A single calendar page slips free, escaping through a small apartment window. Its rigid grid of numbers, only a few moments ago fixed firmly on the wall by a rusting nail, whirls upward—soft and weightless in the wind.
This is how July finds itself wafting in the air, grazing the branch of a tree.
Leaves at this time of the month are at their peak for photosynthesis: deep green, vibrant, and eager for the sun. All but one—seized by the wind's touch and carried down.
As the leaf falls with July, light spills across its veins, warm and golden. So brilliant, beautiful, and useless now. But that warmth never reaches the ground.

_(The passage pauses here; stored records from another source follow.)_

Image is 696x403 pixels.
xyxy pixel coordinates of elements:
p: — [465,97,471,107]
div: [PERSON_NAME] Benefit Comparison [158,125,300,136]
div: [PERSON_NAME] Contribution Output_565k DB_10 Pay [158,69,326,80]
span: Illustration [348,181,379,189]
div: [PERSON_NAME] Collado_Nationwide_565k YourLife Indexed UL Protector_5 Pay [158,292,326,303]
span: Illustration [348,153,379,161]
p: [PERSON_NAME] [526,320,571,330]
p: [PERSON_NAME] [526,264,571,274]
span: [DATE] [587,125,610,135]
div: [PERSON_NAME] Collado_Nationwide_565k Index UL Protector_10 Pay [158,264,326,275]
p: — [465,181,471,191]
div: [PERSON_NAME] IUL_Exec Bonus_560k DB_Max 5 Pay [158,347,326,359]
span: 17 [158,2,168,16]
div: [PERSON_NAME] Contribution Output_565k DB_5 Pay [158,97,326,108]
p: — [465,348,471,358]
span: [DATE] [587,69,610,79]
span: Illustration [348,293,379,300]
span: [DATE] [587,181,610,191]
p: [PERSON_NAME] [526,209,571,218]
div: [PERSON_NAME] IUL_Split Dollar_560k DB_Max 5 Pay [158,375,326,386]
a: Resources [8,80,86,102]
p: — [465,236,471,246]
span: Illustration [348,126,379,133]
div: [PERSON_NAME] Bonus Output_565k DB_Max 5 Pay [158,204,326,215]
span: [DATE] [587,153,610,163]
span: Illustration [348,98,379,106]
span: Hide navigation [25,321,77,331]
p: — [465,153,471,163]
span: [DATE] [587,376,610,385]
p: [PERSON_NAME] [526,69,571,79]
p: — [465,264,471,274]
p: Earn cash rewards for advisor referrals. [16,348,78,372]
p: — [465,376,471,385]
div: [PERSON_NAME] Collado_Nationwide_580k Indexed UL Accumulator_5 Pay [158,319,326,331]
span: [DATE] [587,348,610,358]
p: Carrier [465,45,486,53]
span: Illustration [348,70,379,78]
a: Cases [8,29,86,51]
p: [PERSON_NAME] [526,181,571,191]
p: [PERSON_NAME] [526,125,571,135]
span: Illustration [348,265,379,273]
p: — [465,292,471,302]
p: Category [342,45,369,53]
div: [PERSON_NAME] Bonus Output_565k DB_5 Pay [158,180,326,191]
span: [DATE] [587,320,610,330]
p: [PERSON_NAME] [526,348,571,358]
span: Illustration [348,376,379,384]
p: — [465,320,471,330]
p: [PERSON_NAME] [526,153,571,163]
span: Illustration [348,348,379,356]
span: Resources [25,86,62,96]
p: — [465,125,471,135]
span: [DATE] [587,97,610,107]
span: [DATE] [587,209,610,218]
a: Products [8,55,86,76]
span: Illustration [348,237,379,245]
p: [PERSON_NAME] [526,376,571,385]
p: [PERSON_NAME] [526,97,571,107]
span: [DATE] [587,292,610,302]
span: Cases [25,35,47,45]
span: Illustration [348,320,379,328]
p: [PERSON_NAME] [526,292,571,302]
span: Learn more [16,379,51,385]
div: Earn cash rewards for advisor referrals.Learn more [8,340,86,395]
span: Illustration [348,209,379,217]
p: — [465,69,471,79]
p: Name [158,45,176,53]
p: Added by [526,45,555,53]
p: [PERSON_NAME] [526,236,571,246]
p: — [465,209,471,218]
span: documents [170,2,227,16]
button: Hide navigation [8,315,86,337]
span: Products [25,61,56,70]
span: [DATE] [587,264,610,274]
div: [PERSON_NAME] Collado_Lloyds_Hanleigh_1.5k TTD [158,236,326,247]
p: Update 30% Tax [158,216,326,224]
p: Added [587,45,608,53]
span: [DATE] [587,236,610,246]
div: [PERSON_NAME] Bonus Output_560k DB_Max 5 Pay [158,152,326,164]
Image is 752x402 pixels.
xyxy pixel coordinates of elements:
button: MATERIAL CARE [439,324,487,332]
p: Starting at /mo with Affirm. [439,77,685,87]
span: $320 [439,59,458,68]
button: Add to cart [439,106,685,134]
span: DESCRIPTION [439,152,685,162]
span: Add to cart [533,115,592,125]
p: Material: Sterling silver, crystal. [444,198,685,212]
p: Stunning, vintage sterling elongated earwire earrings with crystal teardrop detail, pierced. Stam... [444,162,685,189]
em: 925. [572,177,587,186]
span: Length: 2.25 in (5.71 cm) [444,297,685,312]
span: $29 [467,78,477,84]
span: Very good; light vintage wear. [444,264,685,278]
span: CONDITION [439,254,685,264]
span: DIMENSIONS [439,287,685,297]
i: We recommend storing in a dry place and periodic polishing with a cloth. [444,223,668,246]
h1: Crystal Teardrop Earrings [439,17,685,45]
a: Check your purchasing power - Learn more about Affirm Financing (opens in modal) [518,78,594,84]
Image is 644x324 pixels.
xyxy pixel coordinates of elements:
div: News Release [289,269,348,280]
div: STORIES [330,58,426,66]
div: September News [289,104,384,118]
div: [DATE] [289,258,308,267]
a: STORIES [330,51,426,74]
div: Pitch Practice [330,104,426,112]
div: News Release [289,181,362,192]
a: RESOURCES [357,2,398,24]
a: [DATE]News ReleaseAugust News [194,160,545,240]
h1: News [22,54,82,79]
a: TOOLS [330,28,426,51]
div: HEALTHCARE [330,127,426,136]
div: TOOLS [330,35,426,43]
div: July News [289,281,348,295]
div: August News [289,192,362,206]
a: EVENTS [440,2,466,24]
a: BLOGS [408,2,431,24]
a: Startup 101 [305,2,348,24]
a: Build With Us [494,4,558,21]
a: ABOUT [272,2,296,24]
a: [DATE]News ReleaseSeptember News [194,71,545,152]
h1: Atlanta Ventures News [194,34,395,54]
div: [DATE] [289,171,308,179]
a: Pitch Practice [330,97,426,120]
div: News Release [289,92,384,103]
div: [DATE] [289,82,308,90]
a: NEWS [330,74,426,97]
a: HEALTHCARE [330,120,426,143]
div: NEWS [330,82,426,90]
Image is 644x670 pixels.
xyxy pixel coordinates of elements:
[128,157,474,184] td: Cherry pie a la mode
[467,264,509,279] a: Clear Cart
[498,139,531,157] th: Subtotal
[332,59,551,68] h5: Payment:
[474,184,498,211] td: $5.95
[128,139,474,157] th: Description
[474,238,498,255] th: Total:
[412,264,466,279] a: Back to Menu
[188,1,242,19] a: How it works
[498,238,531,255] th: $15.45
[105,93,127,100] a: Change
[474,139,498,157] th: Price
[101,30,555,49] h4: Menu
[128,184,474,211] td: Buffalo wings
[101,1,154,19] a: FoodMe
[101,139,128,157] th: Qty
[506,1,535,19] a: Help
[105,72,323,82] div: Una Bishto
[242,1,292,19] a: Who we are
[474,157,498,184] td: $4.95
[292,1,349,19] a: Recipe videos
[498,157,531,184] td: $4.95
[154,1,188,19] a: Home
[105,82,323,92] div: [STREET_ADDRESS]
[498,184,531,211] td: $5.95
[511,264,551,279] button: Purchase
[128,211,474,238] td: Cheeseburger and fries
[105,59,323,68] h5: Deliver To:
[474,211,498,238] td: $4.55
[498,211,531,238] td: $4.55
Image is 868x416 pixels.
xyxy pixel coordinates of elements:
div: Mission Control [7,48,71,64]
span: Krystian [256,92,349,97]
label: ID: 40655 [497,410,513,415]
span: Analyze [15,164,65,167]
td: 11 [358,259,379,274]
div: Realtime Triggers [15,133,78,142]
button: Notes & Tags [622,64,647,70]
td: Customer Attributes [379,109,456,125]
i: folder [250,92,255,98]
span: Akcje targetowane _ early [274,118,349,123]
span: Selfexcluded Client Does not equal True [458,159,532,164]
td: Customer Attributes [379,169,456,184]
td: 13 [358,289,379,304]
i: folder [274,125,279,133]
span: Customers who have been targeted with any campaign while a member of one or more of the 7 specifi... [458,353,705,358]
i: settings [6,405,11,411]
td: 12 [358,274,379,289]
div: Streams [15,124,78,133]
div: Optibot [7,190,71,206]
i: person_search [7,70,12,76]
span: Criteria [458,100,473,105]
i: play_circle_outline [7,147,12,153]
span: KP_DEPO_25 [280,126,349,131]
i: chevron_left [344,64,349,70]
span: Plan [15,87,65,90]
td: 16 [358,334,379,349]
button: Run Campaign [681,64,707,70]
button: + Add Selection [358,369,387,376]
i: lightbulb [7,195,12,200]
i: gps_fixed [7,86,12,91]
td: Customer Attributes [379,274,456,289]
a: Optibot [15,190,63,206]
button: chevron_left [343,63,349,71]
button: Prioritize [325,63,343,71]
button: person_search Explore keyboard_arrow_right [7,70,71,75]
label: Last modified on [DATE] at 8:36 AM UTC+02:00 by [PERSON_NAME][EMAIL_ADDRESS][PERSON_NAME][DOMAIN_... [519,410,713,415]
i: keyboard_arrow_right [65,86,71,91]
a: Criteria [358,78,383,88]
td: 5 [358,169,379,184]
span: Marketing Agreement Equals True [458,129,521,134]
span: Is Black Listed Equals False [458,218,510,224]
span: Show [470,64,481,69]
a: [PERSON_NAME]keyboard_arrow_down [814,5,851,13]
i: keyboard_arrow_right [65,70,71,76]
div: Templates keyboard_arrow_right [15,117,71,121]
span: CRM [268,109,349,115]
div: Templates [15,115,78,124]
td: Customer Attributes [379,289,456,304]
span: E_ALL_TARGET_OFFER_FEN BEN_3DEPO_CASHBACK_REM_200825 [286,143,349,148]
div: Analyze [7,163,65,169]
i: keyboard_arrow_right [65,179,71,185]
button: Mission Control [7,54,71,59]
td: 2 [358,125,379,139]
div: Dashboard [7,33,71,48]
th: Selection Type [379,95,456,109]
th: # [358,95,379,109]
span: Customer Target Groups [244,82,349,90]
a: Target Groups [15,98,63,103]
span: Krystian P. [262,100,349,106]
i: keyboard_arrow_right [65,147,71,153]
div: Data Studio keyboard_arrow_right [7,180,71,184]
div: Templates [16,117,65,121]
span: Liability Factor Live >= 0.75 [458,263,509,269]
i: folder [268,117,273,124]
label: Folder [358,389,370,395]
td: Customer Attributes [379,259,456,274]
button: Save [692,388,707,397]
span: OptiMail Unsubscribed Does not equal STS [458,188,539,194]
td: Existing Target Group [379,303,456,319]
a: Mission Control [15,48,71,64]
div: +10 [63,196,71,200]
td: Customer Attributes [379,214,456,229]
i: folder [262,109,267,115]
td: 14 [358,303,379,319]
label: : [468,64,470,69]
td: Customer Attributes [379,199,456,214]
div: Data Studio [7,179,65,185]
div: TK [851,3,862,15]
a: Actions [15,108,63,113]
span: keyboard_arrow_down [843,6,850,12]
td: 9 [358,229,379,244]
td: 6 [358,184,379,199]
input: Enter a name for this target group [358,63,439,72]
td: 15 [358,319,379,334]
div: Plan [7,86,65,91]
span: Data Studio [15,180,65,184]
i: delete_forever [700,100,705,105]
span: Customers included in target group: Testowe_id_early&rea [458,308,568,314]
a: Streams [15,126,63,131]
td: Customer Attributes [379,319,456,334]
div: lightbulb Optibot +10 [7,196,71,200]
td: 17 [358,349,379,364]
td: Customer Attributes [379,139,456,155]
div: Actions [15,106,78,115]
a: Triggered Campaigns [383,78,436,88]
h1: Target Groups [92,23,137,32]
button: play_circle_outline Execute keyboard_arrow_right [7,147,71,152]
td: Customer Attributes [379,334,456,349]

The sunbeams halt on their descent from the sky, and so do the clouds passing by. The wind stops howling, to lend an ear, and the birds freeze mid-flap as the river stills itself into glass. There is suspension even in the rustling of the grass and the blossoming of the flowers.
In that suspended moment, the whole world leans in.
Because suddenly… the leaf knows.
It sees not only the calendar page, but everything that it contains: the months, the days, the numbered boxes, the names given to holidays, the red circles around promises and obligations. It feels the burden of deadlines, the pressure of plans, and the fitting of life into grids and squares—into a single sheet of paper.
Then, the leaf fathoms how the forests turn to paper; factories where pulp is pressed and flattened down. It knows of the workers bent over machines, and the long hours burned into their shoulders and backs. It understands the hierarchy that governs them: some hands raw from overwork, while others never even lifting a finger. Except to put the fruit of labor into their mouths.
A machine hums in the distance, an industrial vibration reaching out and calling the leaf by name. The hum draws it into knowledge, forcing it to bear more of the weight of civilization: The histories, and the vast constructs that govern them– the shipping networks that stretch across the expanse of oceans, the stores lined with goods glowing under artificial light, and the relentless flow of money. Oh, the money. The counting. The taking. The hunger of it all. The greed that shapes not only their world, but their very understanding of time.
All this knowledge surges through the leaf’s veins, the way only sunlight ever has. These impossible institutions, these systems and structures, constructs and conflicts—beyond anything it should ever understand.
And in that awareness, it wonders.
Who pressed their finger down on the beating pulse of the world and paused it for a leaf? And is there a force, greater than all I have just seen, that even humans cannot understand?
But just as quickly as it had come, it left.
And the world exhales, leaving no trace that it had ever paused at all.
The two objects continue their descent. The leaf sinks, its veins now humming with nothing more than the first few notes of decay, while July flutters away, its letters and numbers beating like frantic wings.
But across the street, in a small apartment, a calendar hangs open to August,
oblivious to the leaf that understood everything, before it turned to nothing.